GUEST: This is a watercolor that I inherited from my mother, who was raised in Charleston. It's by Alice Ravenel Huger Smith. And she was a good friend of the family's. We have a number of these paintings, but this one's my favorite.
APPRAISER: And do you know who the figure is in the painting?
GUEST: My mother always said that was "Da." Now, whether it was her da or just a da, I don't know. Da was the name that the children in Charleston called their nurses. Their black nurses were referred to as a "da." That's Da fishing in the swamp.
APPRAISER: Alice Ravenel Smith was born in 1876, and she did take a few classes in painting and drawing at the Carolina Art Association, but she was really pretty much an untrained artist.
GUEST: Yes.
APPRAISER: And she started out-- her earliest works were things like dance programs and place cards, and from that she graduated into painting street vendors. And then for a while, she painted copies of ancestor portraits, of which there were many in Charleston. But she really decided that what she wanted to do was paint landscapes. And in 1906, she started painting in watercolor, and by 1924, that was the main medium that she used. Okay. Her style of painting is often described as atmospheric and mysterious. She loved painting the low country of South Carolina, and she would go out in nature and make sketches and then she would go back and create the finished painting from memory. So I think that really added to the mystery and the sort of magical quality that you see in her painting. I think this is a wonderful work. It's very unusual to see a figure in her landscape. It's just a terrific example. I think if this were in a retail gallery, the asking price might be $85,000.
GUEST: Oh, my gosh. Oh, my gosh! (laughing)
APPRAISER: It is a wonderful painting.
GUEST: Oh, my gosh, thank you. I am absolutely floored. Oh, my gosh, thank you.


**Exercise**
From the first line to the last, write out the records below exactly as they appear.

**Extracted information**
━━━━
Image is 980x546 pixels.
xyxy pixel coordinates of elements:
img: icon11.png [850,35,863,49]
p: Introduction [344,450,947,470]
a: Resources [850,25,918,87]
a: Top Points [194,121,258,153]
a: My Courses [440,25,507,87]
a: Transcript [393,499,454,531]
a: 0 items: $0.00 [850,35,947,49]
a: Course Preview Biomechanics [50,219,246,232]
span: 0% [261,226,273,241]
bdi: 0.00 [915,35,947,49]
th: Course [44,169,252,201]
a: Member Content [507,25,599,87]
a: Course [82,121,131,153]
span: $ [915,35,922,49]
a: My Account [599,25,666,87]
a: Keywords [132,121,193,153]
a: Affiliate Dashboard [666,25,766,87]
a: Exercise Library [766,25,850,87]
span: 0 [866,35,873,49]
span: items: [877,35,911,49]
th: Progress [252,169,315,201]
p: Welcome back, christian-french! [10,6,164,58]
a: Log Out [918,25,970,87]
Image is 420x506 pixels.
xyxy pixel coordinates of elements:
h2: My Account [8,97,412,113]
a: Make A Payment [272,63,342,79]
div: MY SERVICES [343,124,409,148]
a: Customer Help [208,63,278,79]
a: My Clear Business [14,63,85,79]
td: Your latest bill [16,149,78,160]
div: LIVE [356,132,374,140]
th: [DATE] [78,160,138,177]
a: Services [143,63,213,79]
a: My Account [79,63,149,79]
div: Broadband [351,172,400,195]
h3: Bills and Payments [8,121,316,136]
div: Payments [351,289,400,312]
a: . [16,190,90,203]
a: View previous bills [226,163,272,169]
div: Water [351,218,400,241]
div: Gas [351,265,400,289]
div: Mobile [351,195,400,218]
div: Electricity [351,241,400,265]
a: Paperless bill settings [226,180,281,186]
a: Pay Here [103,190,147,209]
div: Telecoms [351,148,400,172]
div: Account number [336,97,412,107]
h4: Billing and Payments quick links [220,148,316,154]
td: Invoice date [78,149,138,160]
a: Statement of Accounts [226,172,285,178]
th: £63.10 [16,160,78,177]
━━━━
**Result**
Image is 980x546 pixels.
xyxy pixel coordinates of elements:
img: icon11.png [850,35,863,49]
p: Introduction [344,450,947,470]
a: Resources [850,25,918,87]
a: Top Points [194,121,258,153]
a: My Courses [440,25,507,87]
a: Transcript [393,499,454,531]
a: 0 items: $0.00 [850,35,947,49]
a: Course Preview Biomechanics [50,219,246,232]
span: 0% [261,226,273,241]
bdi: 0.00 [915,35,947,49]
th: Course [44,169,252,201]
a: Member Content [507,25,599,87]
a: Course [82,121,131,153]
span: $ [915,35,922,49]
a: My Account [599,25,666,87]
a: Keywords [132,121,193,153]
a: Affiliate Dashboard [666,25,766,87]
a: Exercise Library [766,25,850,87]
span: 0 [866,35,873,49]
span: items: [877,35,911,49]
th: Progress [252,169,315,201]
p: Welcome back, christian-french! [10,6,164,58]
a: Log Out [918,25,970,87]
Image is 420x506 pixels.
xyxy pixel coordinates of elements:
h2: My Account [8,97,412,113]
a: Make A Payment [272,63,342,79]
div: MY SERVICES [343,124,409,148]
a: Customer Help [208,63,278,79]
a: My Clear Business [14,63,85,79]
td: Your latest bill [16,149,78,160]
div: LIVE [356,132,374,140]
th: [DATE] [78,160,138,177]
a: Services [143,63,213,79]
a: My Account [79,63,149,79]
div: Broadband [351,172,400,195]
h3: Bills and Payments [8,121,316,136]
div: Payments [351,289,400,312]
a: . [16,190,90,203]
a: View previous bills [226,163,272,169]
div: Water [351,218,400,241]
div: Gas [351,265,400,289]
div: Mobile [351,195,400,218]
div: Electricity [351,241,400,265]
a: Paperless bill settings [226,180,281,186]
a: Pay Here [103,190,147,209]
div: Telecoms [351,148,400,172]
div: Account number [336,97,412,107]
h4: Billing and Payments quick links [220,148,316,154]
td: Invoice date [78,149,138,160]
a: Statement of Accounts [226,172,285,178]
th: £63.10 [16,160,78,177]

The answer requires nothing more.